Today I like to write about Risk Analysis.
I think Risk Analysis is quite complicated and sophisticated process in any kind of project. We, test engineers, have been exposed to this term projects after projects and I think we already know what it is and what the benefits are.
I would define risk analysis as a process of identifying the risks in the project and prioritize them with severity. So if you work through this priority work items, your project will become less and less risky and even if you are not completely finished the work your project will be less likely to fail. No surprise there.
Now, what's really important questions are "how do you identify all the risks involved with the project?" and "how do you decide which one is riskier than others?"
Here is my practice of risk analysis.
First, I try to find all the risks involves with the project I'm working on into three buckets.
1. Business and entire stack perspective Risks
2. Development Process risk
3. Testing process risk.
For #1, good source for risk assessment would be your PM. Ask her what she think it is the most important and risky part of the feature. And ask what are the impacts when each feature or use case does not work. Then you will find business perspectives of risk.
For #2, good source for risk assessment would be your developer. Ask her to draw how each components and classes interact each other. Ask what part of component in the application has complicated logic or what the dependencies are to find out point of failure. Or just ask her if you were a tester, what would you focus on testing? You will get good feedback from your dev.
For #3, you are a good source for risk assessment. You know your framework and you understands the risk of each business perspective and development perspective. You need to be able to come up with testing process risk.
Now you combine all of your risk analysis data and prioritize them and set some intensity level on each test case.
You can find many different articles about risk analysis. I found these articles very useful.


◆ Work instructions ◆
Which lines below contain the word "scales"? Copy each of them.

::: Provided records

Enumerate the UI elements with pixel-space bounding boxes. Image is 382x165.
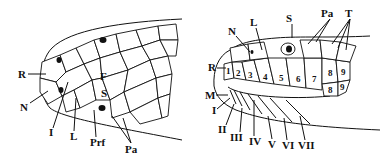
label-M: M xyxy=(205,89,216,101)
label-F: F xyxy=(100,70,107,82)
svg-text:9: 9 xyxy=(340,82,345,92)
label-S: S xyxy=(101,87,107,99)
left-panel-dorsal-view: F S R N I L Prf Pa xyxy=(18,19,182,155)
svg-text:5: 5 xyxy=(279,73,284,83)
svg-text:8: 8 xyxy=(328,85,333,95)
svg-text:VI: VI xyxy=(282,139,294,151)
dorsal-scales xyxy=(40,24,178,124)
svg-text:1: 1 xyxy=(226,66,231,76)
label-S: S xyxy=(286,12,292,24)
label-L: L xyxy=(70,130,77,142)
pit-dot xyxy=(100,37,107,43)
pit-dot xyxy=(99,105,106,111)
svg-text:6: 6 xyxy=(296,74,301,84)
svg-text:III: III xyxy=(230,131,243,143)
svg-text:IV: IV xyxy=(249,135,261,147)
svg-text:2: 2 xyxy=(236,68,241,78)
svg-text:VII: VII xyxy=(298,139,315,151)
snake-head-scales-diagram: F S R N I L Prf Pa xyxy=(0,0,382,165)
label-Prf: Prf xyxy=(90,136,106,148)
label-N: N xyxy=(20,101,28,113)
label-R: R xyxy=(18,68,27,80)
label-Pa: Pa xyxy=(321,7,334,19)
svg-text:4: 4 xyxy=(263,72,268,82)
nostril-dot xyxy=(57,57,62,63)
svg-text:9: 9 xyxy=(341,67,346,77)
label-T: T xyxy=(345,7,353,19)
right-panel-lateral-view: 1 2 3 4 5 6 7 8 9 8 9 N L S Pa T R M I xyxy=(205,7,380,151)
nostril-dot xyxy=(59,87,64,93)
label-L: L xyxy=(250,16,257,28)
label-R: R xyxy=(208,61,217,73)
svg-text:7: 7 xyxy=(312,74,317,84)
svg-text:V: V xyxy=(268,138,276,150)
pupil xyxy=(286,46,292,53)
svg-text:I: I xyxy=(212,104,216,116)
nostril-dot xyxy=(251,50,254,54)
svg-text:3: 3 xyxy=(248,70,253,80)
svg-text:8: 8 xyxy=(328,68,333,78)
label-N: N xyxy=(228,25,236,37)
svg-text:II: II xyxy=(218,123,227,135)
label-Pa: Pa xyxy=(125,143,138,155)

::::::

◆ Response for this exercise ◆
dorsal-scales xyxy=(40,24,178,124)
snake-head-scales-diagram: F S R N I L Prf Pa xyxy=(0,0,382,165)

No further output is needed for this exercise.